Experience tells us that every new resin lot, mold, or line upgrade poses risks to color quality. That led us to develop technical guides and process recommendations for every customer, including melt temperature, mixing rates, and trial plans for new batches. It’s not about selling more, but making sure our masterbatch isn’t the unknown variable causing trouble at a client’s plant.
Our engineers and line supervisors handled pilot formulations with pigment chemists standing alongside injection techs—not behind glass, but on the shop floor. Every color change, every mechanical tweak led to small, incremental refinements: better dispersion, less cycle waste, tighter color matching. These improvements compound year after year into the F70 formula in use today.

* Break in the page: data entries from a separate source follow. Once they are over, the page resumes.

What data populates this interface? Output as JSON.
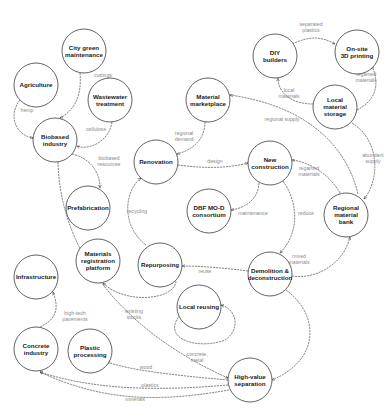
{
  "diagram": {
    "nodes": [
      {
        "id": "city-green-maintenance",
        "lines": [
          "City green",
          "maintenance"
        ],
        "x": 84,
        "y": 51
      },
      {
        "id": "agriculture",
        "lines": [
          "Agriculture"
        ],
        "x": 36,
        "y": 85
      },
      {
        "id": "wastewater-treatment",
        "lines": [
          "Wastewater",
          "treatment"
        ],
        "x": 110,
        "y": 100
      },
      {
        "id": "biobased-industry",
        "lines": [
          "Biobased",
          "industry"
        ],
        "x": 55,
        "y": 140
      },
      {
        "id": "material-marketplace",
        "lines": [
          "Material",
          "marketplace"
        ],
        "x": 208,
        "y": 100
      },
      {
        "id": "diy-builders",
        "lines": [
          "DIY",
          "builders"
        ],
        "x": 275,
        "y": 56
      },
      {
        "id": "on-site-3d-printing",
        "lines": [
          "On-site",
          "3D printing"
        ],
        "x": 357,
        "y": 52
      },
      {
        "id": "local-material-storage",
        "lines": [
          "Local",
          "material",
          "storage"
        ],
        "x": 335,
        "y": 107
      },
      {
        "id": "renovation",
        "lines": [
          "Renovation"
        ],
        "x": 156,
        "y": 162
      },
      {
        "id": "new-construction",
        "lines": [
          "New",
          "construction"
        ],
        "x": 270,
        "y": 163
      },
      {
        "id": "regional-material-bank",
        "lines": [
          "Regional",
          "material",
          "bank"
        ],
        "x": 346,
        "y": 215
      },
      {
        "id": "prefabrication",
        "lines": [
          "Prefabrication"
        ],
        "x": 88,
        "y": 208
      },
      {
        "id": "dbf-mo-d-consortium",
        "lines": [
          "DBF MO-D",
          "consortium"
        ],
        "x": 209,
        "y": 211
      },
      {
        "id": "materials-registration-platform",
        "lines": [
          "Materials",
          "registration",
          "platform"
        ],
        "x": 98,
        "y": 261
      },
      {
        "id": "repurposing",
        "lines": [
          "Repurposing"
        ],
        "x": 160,
        "y": 265
      },
      {
        "id": "demolition-deconstruction",
        "lines": [
          "Demolition &",
          "deconstruction"
        ],
        "x": 270,
        "y": 274
      },
      {
        "id": "local-reusing",
        "lines": [
          "Local reusing"
        ],
        "x": 199,
        "y": 307
      },
      {
        "id": "infrastructure",
        "lines": [
          "Infrastructure"
        ],
        "x": 36,
        "y": 277
      },
      {
        "id": "concrete-industry",
        "lines": [
          "Concrete",
          "industry"
        ],
        "x": 36,
        "y": 349
      },
      {
        "id": "plastic-processing",
        "lines": [
          "Plastic",
          "processing"
        ],
        "x": 90,
        "y": 351
      },
      {
        "id": "high-value-separation",
        "lines": [
          "High-value",
          "separation"
        ],
        "x": 250,
        "y": 380
      }
    ],
    "edges": [
      {
        "id": "cuttings",
        "label": [
          "cuttings"
        ],
        "path": "M80,73 C82,95 75,110 60,118",
        "lx": 103,
        "ly": 77
      },
      {
        "id": "hemp",
        "label": [
          "hemp"
        ],
        "path": "M20,100 C8,115 15,135 33,138",
        "lx": 27,
        "ly": 112
      },
      {
        "id": "cellulose",
        "label": [
          "cellulose"
        ],
        "path": "M112,122 C108,145 85,150 77,146",
        "lx": 96,
        "ly": 131
      },
      {
        "id": "biobased-resources",
        "label": [
          "biobased",
          "resources"
        ],
        "path": "M72,154 C90,158 100,172 100,188",
        "lx": 109,
        "ly": 160
      },
      {
        "id": "regional-demand",
        "label": [
          "regional",
          "demand"
        ],
        "path": "M205,122 C205,140 192,150 177,154",
        "lx": 184,
        "ly": 135
      },
      {
        "id": "design",
        "label": [
          "design"
        ],
        "path": "M178,165 C200,168 226,169 248,163",
        "lx": 215,
        "ly": 163
      },
      {
        "id": "separated-plastics",
        "label": [
          "separated",
          "plastics"
        ],
        "path": "M292,44 C310,36 320,36 335,44",
        "lx": 311,
        "ly": 26
      },
      {
        "id": "local-materials",
        "label": [
          "local",
          "materials"
        ],
        "path": "M313,104 C290,104 278,92 278,78",
        "lx": 289,
        "ly": 92
      },
      {
        "id": "regained-materials",
        "label": [
          "regained",
          "materials"
        ],
        "path": "M357,110 C376,100 380,85 372,66",
        "lx": 366,
        "ly": 76
      },
      {
        "id": "regional-supply",
        "label": [
          "regional supply"
        ],
        "path": "M358,194 C345,140 300,105 230,95",
        "lx": 282,
        "ly": 121
      },
      {
        "id": "abundant-supply",
        "label": [
          "abundant",
          "supply"
        ],
        "path": "M352,123 C380,140 380,180 364,199",
        "lx": 373,
        "ly": 157
      },
      {
        "id": "regained-materials-nc",
        "label": [
          "regained",
          "materials"
        ],
        "path": "M340,193 C330,175 310,162 292,160",
        "lx": 309,
        "ly": 170
      },
      {
        "id": "maintenance",
        "label": [
          "maintenance"
        ],
        "path": "M259,183 C258,200 245,208 231,210",
        "lx": 253,
        "ly": 215
      },
      {
        "id": "reduce",
        "label": [
          "reduce"
        ],
        "path": "M283,181 C300,205 298,235 280,253",
        "lx": 306,
        "ly": 215
      },
      {
        "id": "mixed-materials",
        "label": [
          "mixed",
          "materials"
        ],
        "path": "M292,276 C320,280 345,260 350,237",
        "lx": 299,
        "ly": 258
      },
      {
        "id": "reuse",
        "label": [
          "reuse"
        ],
        "path": "M248,271 C225,268 200,266 182,266",
        "lx": 205,
        "ly": 273
      },
      {
        "id": "recycling",
        "label": [
          "recycling"
        ],
        "path": "M146,245 C120,225 125,190 141,178",
        "lx": 137,
        "ly": 213
      },
      {
        "id": "existing-stocks",
        "label": [
          "existing",
          "stocks"
        ],
        "path": "M176,281 C175,300 125,305 103,283",
        "lx": 134,
        "ly": 313
      },
      {
        "id": "concrete-metal",
        "label": [
          "concrete,",
          "metal"
        ],
        "path": "M180,315 C160,340 200,350 225,340 C240,330 238,310 221,305",
        "lx": 197,
        "ly": 356
      },
      {
        "id": "high-tech-pavements",
        "label": [
          "high-tech",
          "pavements"
        ],
        "path": "M40,327 C55,320 60,310 53,292",
        "lx": 75,
        "ly": 315
      },
      {
        "id": "wood",
        "label": [
          "wood"
        ],
        "path": "M228,380 C170,375 130,370 107,362",
        "lx": 146,
        "ly": 369
      },
      {
        "id": "plastics",
        "label": [
          "plastics"
        ],
        "path": "M228,385 C170,390 100,392 40,372",
        "lx": 150,
        "ly": 387
      },
      {
        "id": "minerals",
        "label": [
          "minerals"
        ],
        "path": "M229,390 C170,400 110,405 40,372",
        "lx": 135,
        "ly": 401
      },
      {
        "id": "demolition-to-separation",
        "label": [],
        "path": "M286,290 C320,315 320,360 272,380",
        "lx": 0,
        "ly": 0
      },
      {
        "id": "biobased-to-separation",
        "label": [],
        "path": "M58,162 C60,250 120,330 228,378",
        "lx": 0,
        "ly": 0
      }
    ]
  }
}
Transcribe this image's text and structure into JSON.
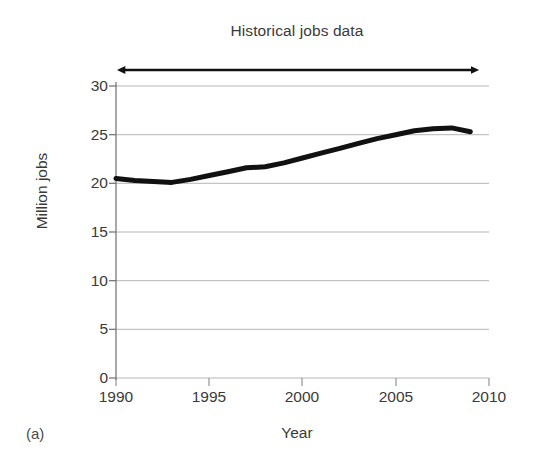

Bottlers need reliability, not just color. We hold our sea blue masterbatch to these standards because our own bottom line depends on it just as much as our customers’. With F70, packaging lines can focus on what matters—quality, throughput, and keeping downtime in check. The sea blue tone gives brands a recognizable, clean-shelf look—beyond artifice, tuned for real daily production, and proven in both boutique and high-volume factories. Our story comes down to that first hand knowledge and the discipline of letting practical solutions lead the technology, not the other way around.